The two stopped tussling and watched her draw a brand-new baseball cap from the bag. “Man,” Wrecker muttered, drawing out the syllable. A Giants cap. He reached for it, but Willow tugged it away before he could touch it.
“You’re covered in flour,” she said. “Let me do it.” Willow situated the cap on his head and compressed his hair—thick, unruly hanks of it, buzzed by Ruthie each spring and fall and left to tangle and fall in his eyes the rest of the time—into the woolen dome. She watched him closely for his reaction, but caught nothing more than simple pleasure at the gift. She brushed the white powder from his cheeks with the sleeve of her shirt and stood back to take a look. “Hey, batter, batter. Best-looking player in the lineup.”
“Go get your mitt, hot shot,” Ruthie said, and he slid from the stool and ran to find it. She glanced at Willow. “What’s up for today?”

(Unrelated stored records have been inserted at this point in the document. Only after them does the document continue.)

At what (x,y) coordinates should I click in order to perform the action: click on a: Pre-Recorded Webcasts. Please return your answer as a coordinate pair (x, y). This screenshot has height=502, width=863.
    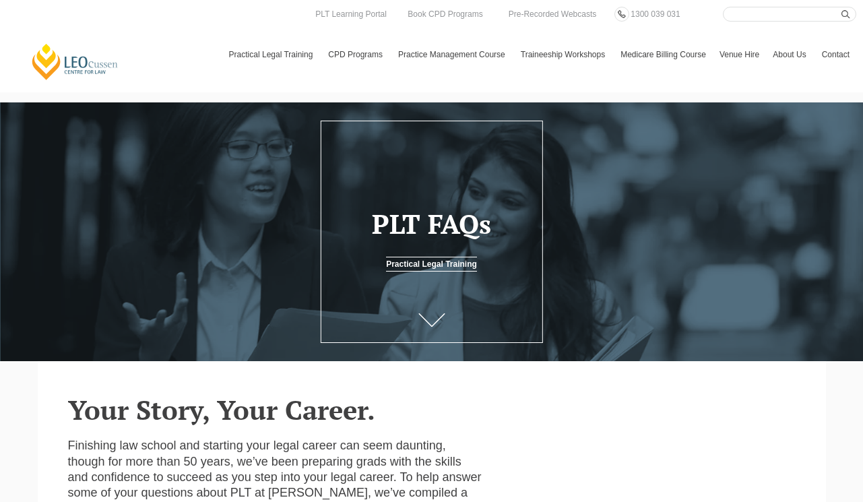
    Looking at the image, I should click on (552, 14).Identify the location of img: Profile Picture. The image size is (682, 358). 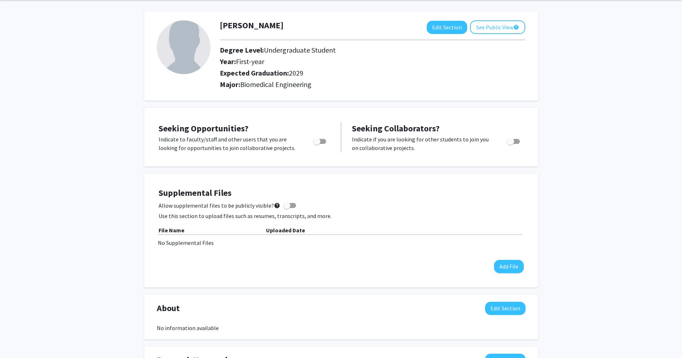
(184, 47). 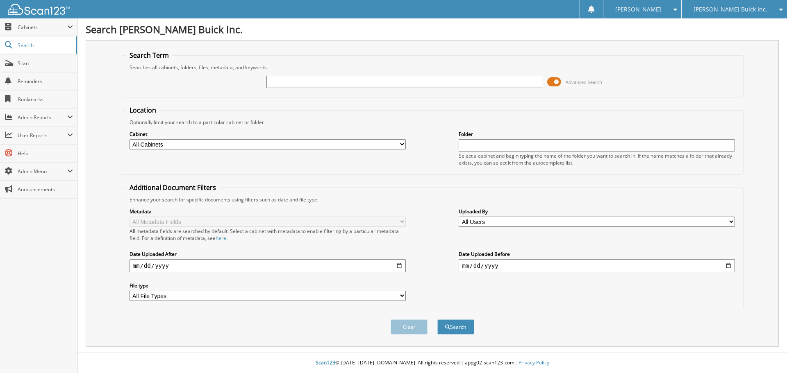 What do you see at coordinates (268, 286) in the screenshot?
I see `label: File type` at bounding box center [268, 286].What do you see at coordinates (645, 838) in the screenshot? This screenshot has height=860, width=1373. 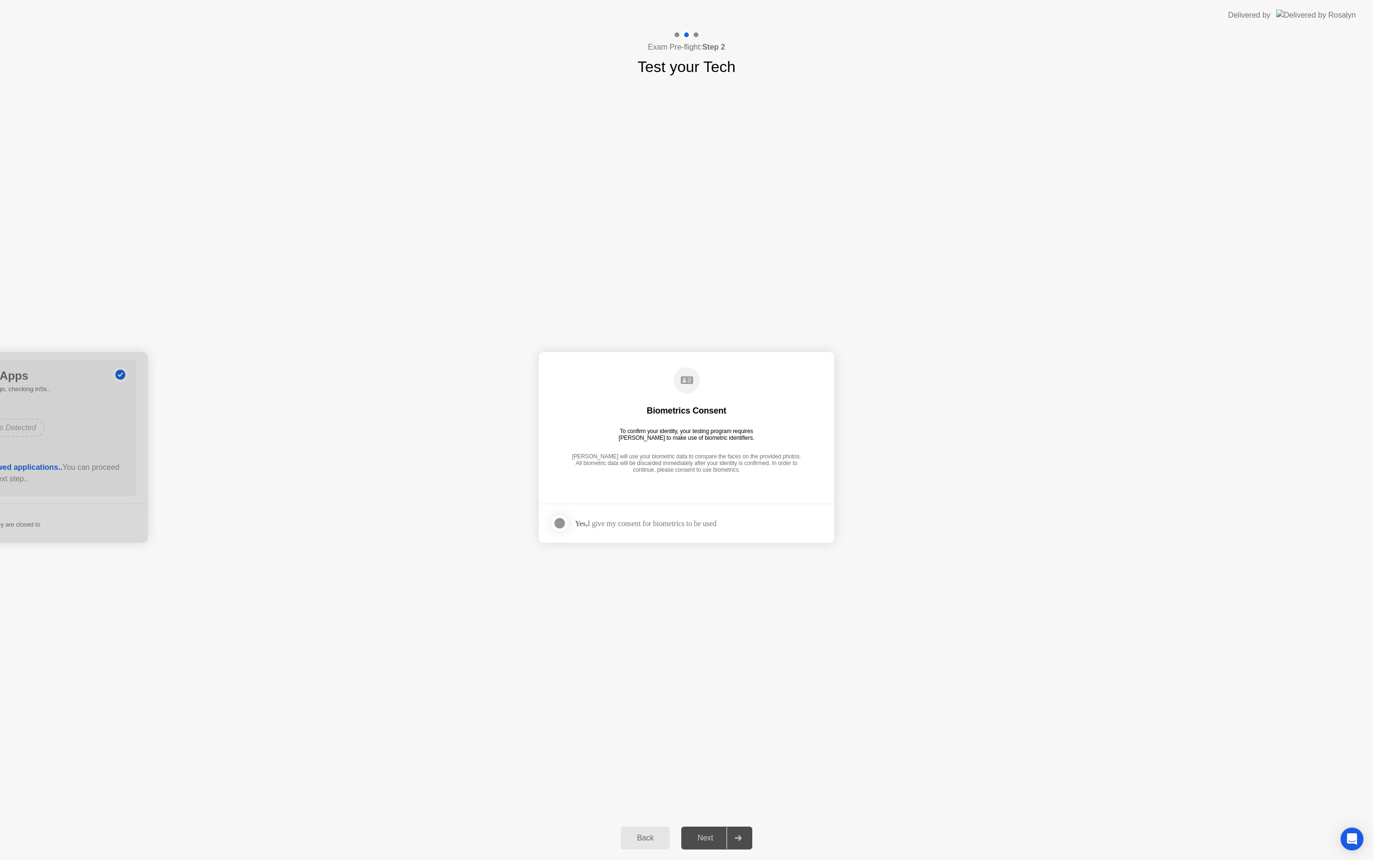 I see `div: Back` at bounding box center [645, 838].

“Len needs help with something. Wrecker can come with me.”
Ruthie nodded. Unless Johnny Appleseed was around, the boy spent his Saturdays with them. Melody couldn’t get out of her Saturday shift at the Mercantile, and Dreyfus had eighty-sixed Wrecker from the place on days when he didn’t go to school. Too much time on his hands led to trouble, and there’d been witnesses to his misadventures.